After several years at West Virginia, Coach Bowden went to Florida State when no one else really wanted the job. The ‘Noles were an independent team without a conference, and a team that lost a whole lot more than they won. For many, it seemed like a stepping-stone job to something else. But Bowden turned FSU into a destination job, and he would remain there for decades.

His accomplishments on the field are well known. ACC titles, national titles, a string of top-five finishes that boggles the mind. He put together teams that were heavy on speed. He put together coaching staffs that were loyal to him and loyal to FSU.

He was not content to simply recruit talented players. His coaches took those players and coached fundamentals and details. They played disciplined, physical football. In the 1990s, we visited FSU for spring practice and saw that attention to toughness and to detail in person.

He was also innovative. In 1992 and 1993, long before the current no-huddle craze, they implemented a no-huddle offense they dubbed the “Fast Break Offense.” Quarterback Charlie Ward would go on to win the 1993 Heisman Trophy and national title. Over a two-year period, that team averaged over 41 points a game, which was a huge number back then.

And, Coach Bowden, I have a confession to make. During that two-year period, the lowest FSU point total was 13 points in 1992 against Virginia in Charlottesville. I was a graduate assistant coach at UVA and watching TV tapes of your games I figured out your hand signals. We used those signals to let our defensive coordinator know what was coming. You guys never did change them all season. But holding you to 13 points wasn’t enough because you had a defense that held us to 3 points.

Over the Bowden years, they always seemed to have a ferocious defense and that was because of the long partnership between Bowden and defensive coordinator Mickey Andrews.

You would be hard pressed to ever find a game with more speed, more hard hitting and more intensity than the three-overtime 2006 Orange Bowl game between the ACC champion FSU and Big Ten champion Penn State. Andrews once commented to Coach Bill Kenney and me that he had never seen a more violent game than that one.

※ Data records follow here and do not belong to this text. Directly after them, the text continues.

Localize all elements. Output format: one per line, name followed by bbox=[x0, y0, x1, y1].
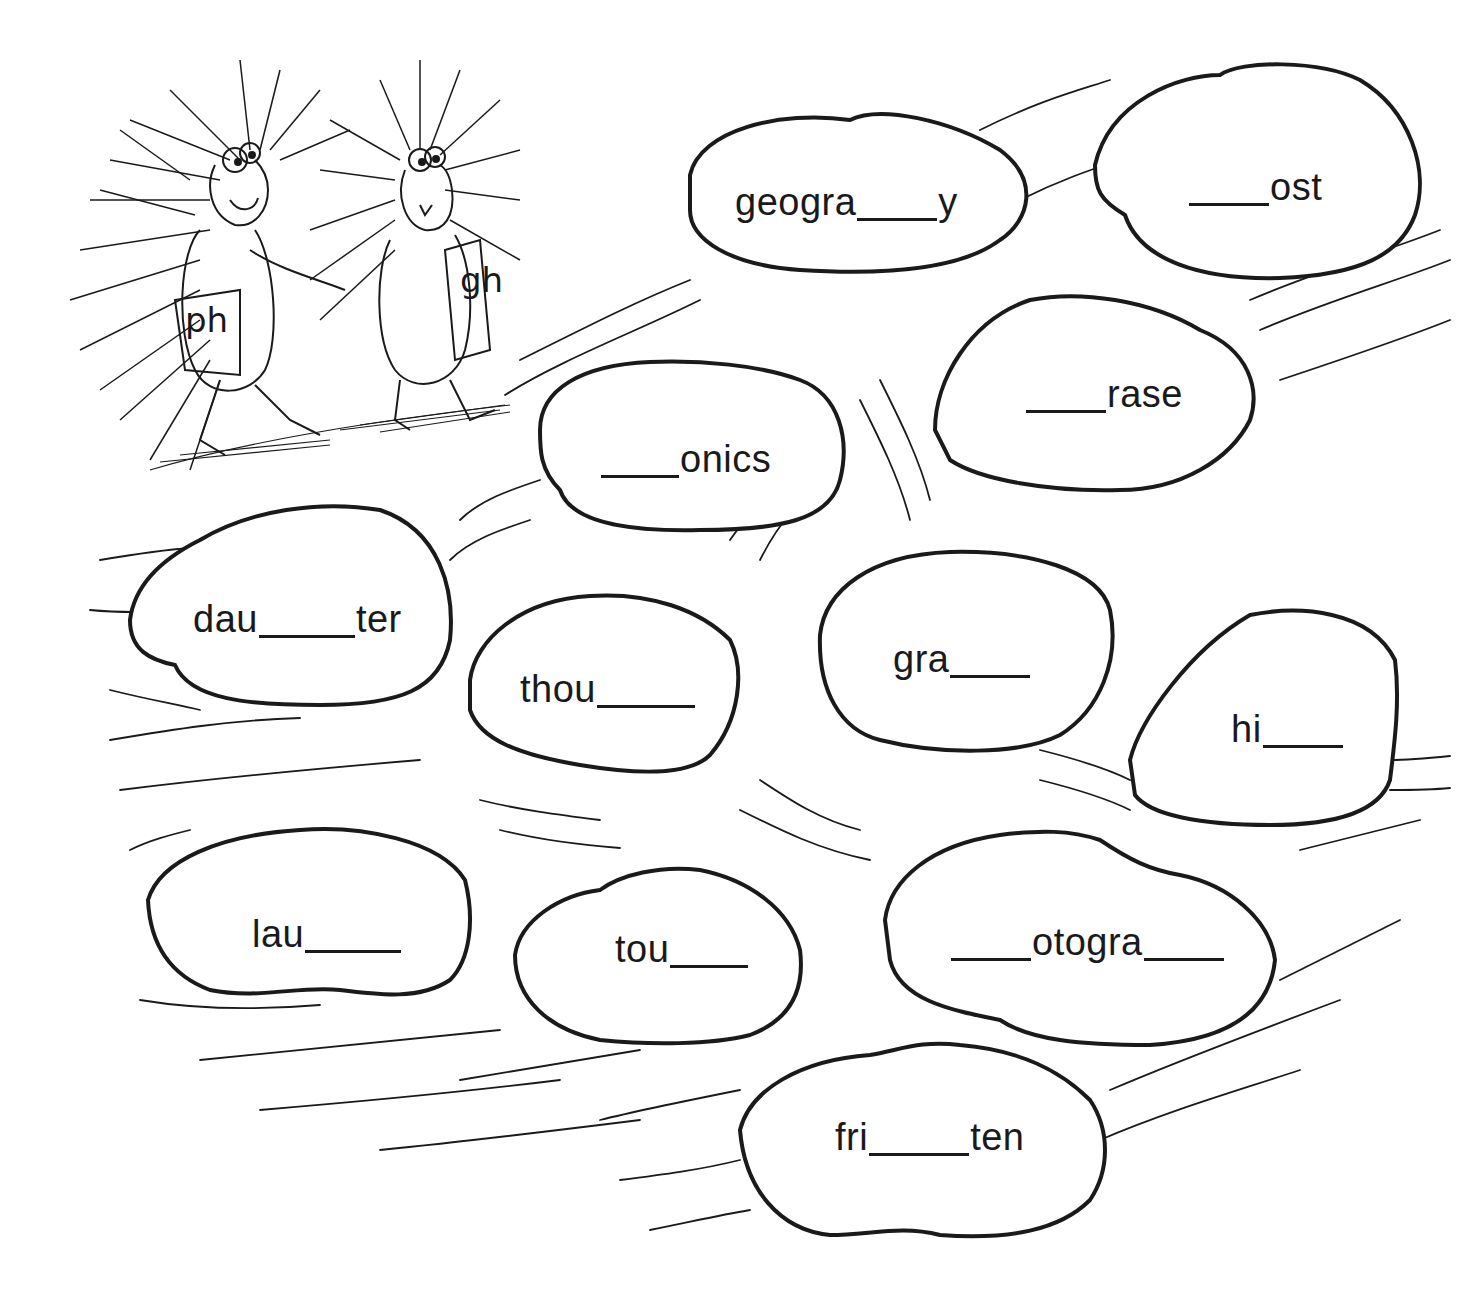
blank-input-photograph-start[interactable] bbox=[951, 928, 1031, 961]
blank-input-tough[interactable] bbox=[670, 935, 748, 968]
word-prefix: gra bbox=[893, 640, 949, 678]
word-prefix: fri bbox=[835, 1118, 868, 1156]
blank-input-graph[interactable] bbox=[950, 645, 1030, 678]
blank-input-geography[interactable] bbox=[857, 188, 937, 221]
word-ghost: ost bbox=[1188, 168, 1322, 206]
word-suffix: onics bbox=[680, 440, 771, 478]
blank-input-photograph-end[interactable] bbox=[1144, 928, 1224, 961]
porcupine-gh bbox=[310, 60, 520, 430]
word-suffix: rase bbox=[1107, 375, 1183, 413]
blank-input-thought[interactable] bbox=[597, 675, 695, 708]
blank-input-frighten[interactable] bbox=[869, 1123, 969, 1156]
word-suffix: ten bbox=[970, 1118, 1024, 1156]
word-laugh: lau bbox=[252, 915, 402, 953]
blank-input-phrase[interactable] bbox=[1026, 380, 1106, 413]
word-graph: gra bbox=[893, 640, 1031, 678]
gh-label: gh bbox=[460, 260, 503, 300]
word-prefix: tou bbox=[615, 930, 669, 968]
word-prefix: dau bbox=[193, 600, 258, 638]
word-suffix: ost bbox=[1270, 168, 1322, 206]
word-thought: thou bbox=[520, 670, 696, 708]
word-middle: otogra bbox=[1032, 923, 1143, 961]
word-frighten: fri ten bbox=[835, 1118, 1024, 1156]
word-high: hi bbox=[1231, 710, 1344, 748]
word-suffix: y bbox=[938, 183, 958, 221]
blank-input-phonics[interactable] bbox=[601, 445, 679, 478]
ph-label: ph bbox=[185, 300, 228, 340]
word-daughter: dau ter bbox=[193, 600, 402, 638]
word-phrase: rase bbox=[1025, 375, 1183, 413]
blank-input-ghost[interactable] bbox=[1189, 173, 1269, 206]
word-suffix: ter bbox=[356, 600, 402, 638]
word-prefix: geogra bbox=[735, 183, 856, 221]
word-phonics: onics bbox=[600, 440, 771, 478]
porcupine-ph bbox=[70, 60, 350, 470]
blank-input-daughter[interactable] bbox=[259, 605, 355, 638]
word-photograph: otogra bbox=[950, 920, 1225, 961]
word-prefix: lau bbox=[252, 915, 304, 953]
stones bbox=[130, 64, 1420, 1236]
ground-patch bbox=[150, 405, 510, 470]
word-prefix: thou bbox=[520, 670, 596, 708]
blank-input-laugh[interactable] bbox=[305, 920, 401, 953]
stone-laugh bbox=[148, 829, 470, 994]
blank-input-high[interactable] bbox=[1263, 715, 1343, 748]
word-tough: tou bbox=[615, 930, 749, 968]
word-geography: geogra y bbox=[735, 183, 958, 221]
word-prefix: hi bbox=[1231, 710, 1262, 748]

That is what you got when you played a Bobby Bowden team — intensity, talent, fundamentals and players who believed in themselves and in Coach Bowden.

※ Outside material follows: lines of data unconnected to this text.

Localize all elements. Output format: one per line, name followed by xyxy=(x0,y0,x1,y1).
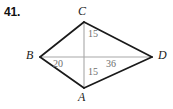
geometry-figure-panel: 41. C B D A 15 15 20 36 xyxy=(0,0,173,109)
measure-label-left: 20 xyxy=(53,58,63,69)
measure-label-bottom: 15 xyxy=(88,66,98,77)
vertex-label-b: B xyxy=(26,48,33,63)
edge-bc-line xyxy=(40,22,84,57)
vertex-label-c: C xyxy=(78,4,86,19)
measure-label-right: 36 xyxy=(106,58,116,69)
vertex-label-a: A xyxy=(78,90,85,105)
measure-label-top: 15 xyxy=(88,28,98,39)
vertex-label-d: D xyxy=(158,48,167,63)
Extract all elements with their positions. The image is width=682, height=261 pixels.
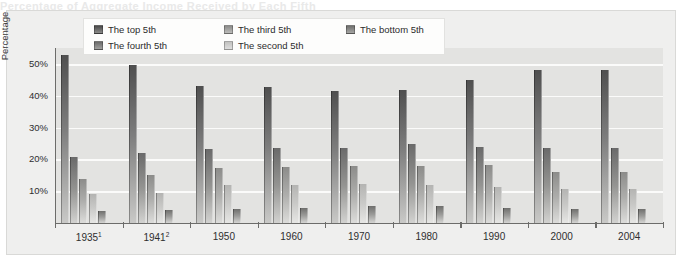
bar[interactable]: [426, 185, 434, 223]
bar[interactable]: [399, 90, 407, 223]
bar[interactable]: [350, 166, 358, 223]
bar[interactable]: [98, 211, 106, 223]
bar-fill: [205, 149, 213, 223]
x-axis-tick-label: 19412: [143, 231, 169, 243]
bar-fill: [156, 193, 164, 223]
bar[interactable]: [340, 148, 348, 223]
bar-fill: [138, 153, 146, 223]
bar[interactable]: [129, 65, 137, 223]
legend-item-third-5th[interactable]: The third 5th: [224, 24, 291, 35]
y-axis-title: Percentage: [0, 0, 10, 96]
bar-group: [61, 48, 106, 223]
bar[interactable]: [408, 144, 416, 223]
legend-swatch-bottom-5th: [346, 25, 355, 34]
bar-fill: [350, 166, 358, 223]
bar[interactable]: [61, 55, 69, 223]
bar-group: [534, 48, 579, 223]
bar[interactable]: [264, 87, 272, 223]
bar-fill: [436, 206, 444, 223]
x-axis-tick: [528, 222, 529, 228]
bar[interactable]: [138, 153, 146, 223]
bar-fill: [417, 166, 425, 223]
bar-group: [196, 48, 241, 223]
legend-item-second-5th[interactable]: The second 5th: [224, 40, 304, 51]
chart-legend: The top 5th The fourth 5th The third 5th…: [83, 18, 445, 55]
legend-swatch-second-5th: [224, 41, 233, 50]
bar[interactable]: [368, 206, 376, 224]
bar[interactable]: [291, 185, 299, 223]
bar-fill: [399, 90, 407, 223]
bar[interactable]: [620, 172, 628, 223]
bar[interactable]: [215, 168, 223, 223]
bar[interactable]: [571, 209, 579, 223]
bar-fill: [629, 189, 637, 223]
legend-swatch-fourth-5th: [94, 41, 103, 50]
bar[interactable]: [466, 80, 474, 223]
bar[interactable]: [331, 91, 339, 223]
bar-fill: [233, 209, 241, 223]
bar[interactable]: [503, 208, 511, 223]
x-axis-tick: [190, 222, 191, 228]
bar[interactable]: [638, 209, 646, 223]
bar-fill: [147, 175, 155, 223]
x-axis-tick: [393, 222, 394, 228]
legend-item-bottom-5th[interactable]: The bottom 5th: [346, 24, 424, 35]
bar-fill: [340, 148, 348, 223]
bar[interactable]: [629, 189, 637, 223]
bar[interactable]: [205, 149, 213, 223]
bar[interactable]: [273, 148, 281, 223]
bar[interactable]: [417, 166, 425, 223]
bar[interactable]: [233, 209, 241, 223]
bar[interactable]: [165, 210, 173, 223]
bar[interactable]: [196, 86, 204, 223]
x-axis-tick-label: 1960: [280, 231, 302, 242]
bar[interactable]: [611, 148, 619, 223]
bar-fill: [503, 208, 511, 223]
bar[interactable]: [224, 185, 232, 223]
bar-group: [601, 48, 646, 223]
bar-fill: [224, 185, 232, 223]
bar[interactable]: [89, 194, 97, 223]
bar-fill: [476, 147, 484, 223]
y-axis-tick-label: 10%: [4, 185, 48, 196]
legend-item-fourth-5th[interactable]: The fourth 5th: [94, 40, 167, 51]
bar[interactable]: [79, 179, 87, 223]
x-axis-tick: [325, 222, 326, 228]
bar[interactable]: [282, 167, 290, 223]
bar[interactable]: [552, 172, 560, 223]
legend-label-second-5th: The second 5th: [238, 40, 304, 51]
bar[interactable]: [534, 70, 542, 223]
bar[interactable]: [485, 165, 493, 223]
x-axis-tick-label: 1950: [213, 231, 235, 242]
bar-fill: [264, 87, 272, 223]
x-axis-tick-label: 2004: [618, 231, 640, 242]
legend-swatch-top-5th: [94, 25, 103, 34]
x-axis-tick: [595, 222, 596, 228]
x-axis-tick-label: 19351: [76, 231, 102, 243]
bar[interactable]: [543, 148, 551, 223]
bar[interactable]: [561, 189, 569, 223]
x-axis-tick-label: 1980: [415, 231, 437, 242]
bar[interactable]: [156, 193, 164, 223]
y-axis-tick-label: 40%: [4, 90, 48, 101]
bar-fill: [426, 185, 434, 223]
bar[interactable]: [601, 70, 609, 223]
bar-fill: [196, 86, 204, 223]
bar-fill: [70, 157, 78, 223]
bar[interactable]: [359, 184, 367, 223]
bar[interactable]: [147, 175, 155, 223]
bar-fill: [552, 172, 560, 223]
bar[interactable]: [494, 187, 502, 223]
bar[interactable]: [70, 157, 78, 223]
bar-fill: [368, 206, 376, 224]
bar-fill: [300, 208, 308, 223]
bar[interactable]: [300, 208, 308, 223]
bar-fill: [215, 168, 223, 223]
bar-group: [466, 48, 511, 223]
bar-fill: [485, 165, 493, 223]
legend-item-top-5th[interactable]: The top 5th: [94, 24, 156, 35]
bar[interactable]: [436, 206, 444, 223]
bar-fill: [561, 189, 569, 223]
bar[interactable]: [476, 147, 484, 223]
bar-fill: [534, 70, 542, 223]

But Bowden was more than football. Of all his assistant coaches that I got to know over the years, they spoke about Bowden with a mix of respect, reverence and love. The former players of his that I got to know held him in high regard, too. He was a devoted husband and family man. In a profession where one’s faith is often forged in fire, he remained a man of faith.

Above all, Bowden represented a generation of football coaches who acted like grown men setting an example and pushing their players to grow up. They wanted to have 18-year-old freshmen leave a few years later having matured and learned what it takes to be a man for the game of life.

In an era where many coaches are grown men who want to act like the kids they coach, that ethic and ethos of Coach Bowden and his generation is probably needed more than ever.

I believe it was Mark Twain who once joked about wanting to be at his own funeral so he’d hear what people had to say about him.

In 2011 when my father was diagnosed with cancer I reminded him of that. As a steady stream of former players and coaches visited or called or wrote, I reminded him how lucky he was to hear those things while he was still alive.

In the days ahead, I hope that Coach Bowden and his family hear those same stories from former players and coaches who loved him because of the impact he had on their lives. Because his generation was drawn to their calling to do just that—impact the people whose lives they reached through football.

And while Coach Bowden is still here, I hope he will understand from an assistant coach who coached against him what he meant to the game we love. And I hope he understands how much my father valued the time they spent together over the years and how much he cherished the eight games when they were across from each other.